Roswell Incident -- Official Explanations: Weather Balloon Mogul and Crash Dummies
Roswell Incident -- Official Explanations: Weather Balloon Mogul and Crash Dummies
[edit | edit source]Three Official Explanations Over Fifty Years
[edit | edit source]The United States government has provided three distinct official explanations for the Roswell Incident over the fifty years following the events. The fact that the explanation changed twice -- significantly -- is itself a point consistently raised by Friedman and other researchers.
Explanation 1: The Weather Balloon (1947)
[edit | edit source]On July 9, 1947, one day after the "flying disc" press release, General Roger Ramey held a press conference in Fort Worth and announced that the recovered material was the remains of a standard weather balloon and its attached radar reflector. His weather officer, Warrant Officer Irving Newton, identified the material as a weather balloon of a type he was familiar with.
Photographs taken at Fort Worth that day show Major Marcel and General Ramey posing with foil, rubber, and wooden sticks -- material that Newton and Ramey identified as a standard weather balloon.
Problems with this explanation noted by researchers:
- Marcel maintained throughout his life that the debris he collected at the ranch was not weather balloon material
- A standard weather balloon is small and produces a debris field much smaller than the three-quarter-mile scatter pattern at the Foster Ranch
- Multiple witnesses at the ranch and in Roswell described material properties inconsistent with standard weather balloon construction
Explanation 2: Project Mogul (1994)
[edit | edit source]In 1994, following congressional pressure and FOIA requests from Roswell researchers, the U.S. Air Force published a report identifying the recovered debris as the remains of a classified surveillance program called Project Mogul. Mogul was a classified program designed to use high-altitude balloons carrying acoustic sensors to monitor Soviet nuclear tests.
Project Mogul balloons were significantly larger and more complex than standard weather balloons, consisting of trains of multiple balloons and specialized sensor packages. The Air Force argued that the security classification of Mogul explained why the military might have been hesitant to identify the debris accurately in 1947.
Friedman's critique of the Mogul explanation:
- Project Mogul balloons were made of standard materials -- rubber, foil, wood, and string -- that Marcel and other witnesses should have recognized as ordinary, regardless of classification
- The classification would not explain the orders to confiscate debris from civilian witnesses, detain Mac Brazel, or prevent local journalists from pursuing the story
- The debris properties described by witnesses (anomalous foil, strange symbols, extraordinary hardness) are inconsistent with Mogul's known materials
- Mogul's flight records do not conclusively place a balloon train over the debris field location on the relevant dates
Explanation 3: Crash Test Dummies (1997)
[edit | edit source]In 1997 -- fifty years after the incident, prompted by continued public interest -- the Air Force published a second report, "The Roswell Report: Case Closed," which addressed the persistent witness claims of alien bodies. The report proposed that the alien body reports were misidentified memories of human-form crash test dummies dropped by the Air Force in the New Mexico desert as part of high-altitude parachute testing programs.

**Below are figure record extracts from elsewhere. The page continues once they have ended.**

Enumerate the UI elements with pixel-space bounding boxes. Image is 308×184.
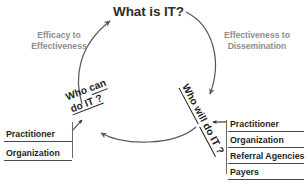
list-item: Payers [228, 166, 304, 180]
left-actors-list: Practitioner Organization [4, 128, 72, 166]
list-item: Referral Agencies [228, 150, 304, 164]
list-item: Practitioner [4, 128, 72, 142]
node-what-is-it: What is IT? [113, 4, 184, 19]
edge-label-effectiveness-to-dissemination: Effectiveness to Dissemination [210, 30, 304, 52]
diagram-canvas: What is IT? Efficacy to Effectiveness Ef… [0, 0, 308, 184]
edge-label-efficacy-to-effectiveness: Efficacy to Effectiveness [16, 30, 102, 52]
edge-label-line-1: Effectiveness to [224, 30, 290, 40]
edge-label-line-2: Dissemination [228, 41, 287, 51]
list-item: Organization [4, 147, 72, 161]
left-actors-bracket [72, 122, 73, 158]
list-item: Organization [228, 134, 304, 148]
list-item: Practitioner [228, 118, 304, 132]
edge-label-line-2: Effectiveness [31, 41, 86, 51]
arrow-left-actors-to-who-can [72, 120, 82, 131]
arc-who-will-to-who-can [101, 127, 196, 142]
right-actors-list: Practitioner Organization Referral Agenc… [228, 118, 304, 182]
edge-label-line-1: Efficacy to [37, 30, 80, 40]
right-actors-bracket [226, 120, 227, 174]
arc-effectiveness-to-dissemination [186, 12, 215, 94]
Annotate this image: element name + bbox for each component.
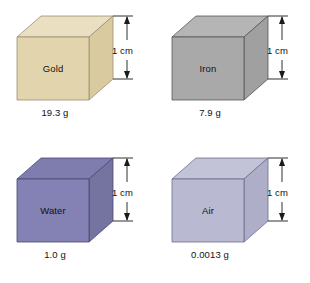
cube-cell-gold: Gold 1 cm 19.3 g: [0, 0, 155, 141]
cube-face-front-gold: [17, 37, 89, 100]
cube-dimension-label-iron: 1 cm: [267, 45, 288, 56]
cube-drawing-water: [0, 142, 155, 283]
cube-drawing-gold: [0, 0, 155, 141]
cube-face-front-iron: [172, 37, 244, 100]
cube-dimension-label-water: 1 cm: [112, 187, 133, 198]
cube-drawing-iron: [155, 0, 310, 141]
cube-mass-label-iron: 7.9 g: [172, 107, 248, 118]
cube-mass-label-air: 0.0013 g: [163, 249, 257, 260]
cube-drawing-air: [155, 142, 310, 283]
cube-mass-label-water: 1.0 g: [17, 249, 93, 260]
cube-cell-air: Air 1 cm 0.0013 g: [155, 142, 310, 283]
cube-face-front-air: [172, 179, 244, 242]
density-cube-figure: Gold 1 cm 19.3 g Iron 1 cm 7.9 g: [0, 0, 310, 283]
cube-dimension-label-air: 1 cm: [267, 187, 288, 198]
cube-face-front-water: [17, 179, 89, 242]
cube-mass-label-gold: 19.3 g: [17, 107, 93, 118]
cube-cell-iron: Iron 1 cm 7.9 g: [155, 0, 310, 141]
cube-dimension-label-gold: 1 cm: [112, 45, 133, 56]
cube-cell-water: Water 1 cm 1.0 g: [0, 142, 155, 283]
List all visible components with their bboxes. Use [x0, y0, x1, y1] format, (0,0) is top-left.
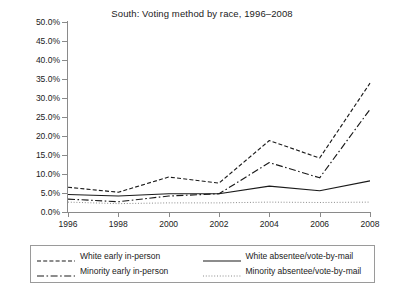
legend-item[interactable]: Minority absentee/vote-by-mail	[203, 264, 369, 279]
legend-item[interactable]: White absentee/vote-by-mail	[203, 249, 369, 264]
y-axis-tick	[62, 155, 67, 156]
x-axis-tick-label: 1998	[98, 220, 138, 229]
x-axis-tick-label: 2002	[199, 220, 239, 229]
y-axis-tick	[62, 212, 67, 213]
legend-label: White early in-person	[80, 252, 160, 261]
y-axis-tick	[62, 136, 67, 137]
x-axis-tick	[269, 212, 270, 217]
series-line-2	[68, 109, 370, 201]
y-axis-tick	[62, 22, 67, 23]
x-axis-tick	[68, 212, 69, 217]
legend-swatch-solid	[203, 252, 241, 262]
x-axis-tick	[118, 212, 119, 217]
chart-legend: White early in-personWhite absentee/vote…	[30, 245, 375, 283]
x-axis-tick-label: 2004	[249, 220, 289, 229]
legend-swatch-dotted	[203, 267, 241, 277]
x-axis-tick	[169, 212, 170, 217]
y-axis-tick	[62, 79, 67, 80]
legend-label: Minority early in-person	[80, 267, 168, 276]
x-axis-tick	[219, 212, 220, 217]
y-axis-tick	[62, 174, 67, 175]
x-axis-tick-label: 2006	[300, 220, 340, 229]
y-axis-tick	[62, 193, 67, 194]
y-axis-tick	[62, 41, 67, 42]
legend-swatch-dash-dot	[37, 267, 75, 277]
x-axis-tick-label: 1996	[48, 220, 88, 229]
legend-item[interactable]: White early in-person	[37, 249, 203, 264]
series-line-3	[68, 202, 370, 204]
series-line-0	[68, 83, 370, 192]
x-axis-tick	[370, 212, 371, 217]
legend-label: White absentee/vote-by-mail	[246, 252, 354, 261]
x-axis-tick-label: 2000	[149, 220, 189, 229]
legend-swatch-dashed	[37, 252, 75, 262]
x-axis-tick	[320, 212, 321, 217]
legend-label: Minority absentee/vote-by-mail	[246, 267, 362, 276]
x-axis-tick-label: 2008	[350, 220, 390, 229]
legend-item[interactable]: Minority early in-person	[37, 264, 203, 279]
chart-figure: South: Voting method by race, 1996–2008 …	[0, 0, 404, 292]
y-axis-tick	[62, 60, 67, 61]
y-axis-tick	[62, 117, 67, 118]
y-axis-tick	[62, 98, 67, 99]
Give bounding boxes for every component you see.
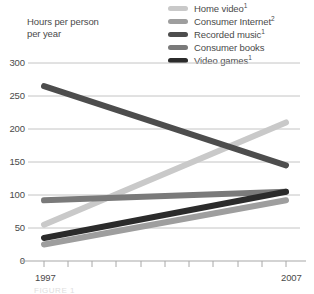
chart-container: Home video1 Consumer Internet2 Recorded … — [0, 0, 314, 294]
x-axis-ticks — [44, 261, 286, 267]
chart-plot-area — [0, 0, 314, 294]
figure-caption: FIGURE 1 — [34, 286, 75, 294]
series-line-recorded-music — [44, 86, 286, 165]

Friedman's critique of the crash dummy explanation:
- The Air Force's own crash dummy programs were not conducted until 1953-1956 -- six to nine years after the 1947 Roswell events; the 1997 report acknowledged this timeline problem and suggested witnesses had "conflated" memories from different time periods
- Suggesting that military officers and trained medical personnel confused synthetic dummies with alien bodies six to nine years out of sequence is not a credible memory research claim
- None of the witnesses who claimed to have seen bodies described what sounds like a crash test dummy
Friedman's Summary of the Official Explanations
[edit | edit source]Friedman argued that the changing official explanations were themselves evidence of cover-up: a government with nothing to hide does not need to produce three different explanations for a single event over fifty years. Each new explanation addressed a weakness in the previous one, suggesting not that the government was getting closer to the truth but that it was adapting its cover story to address new challenges from researchers.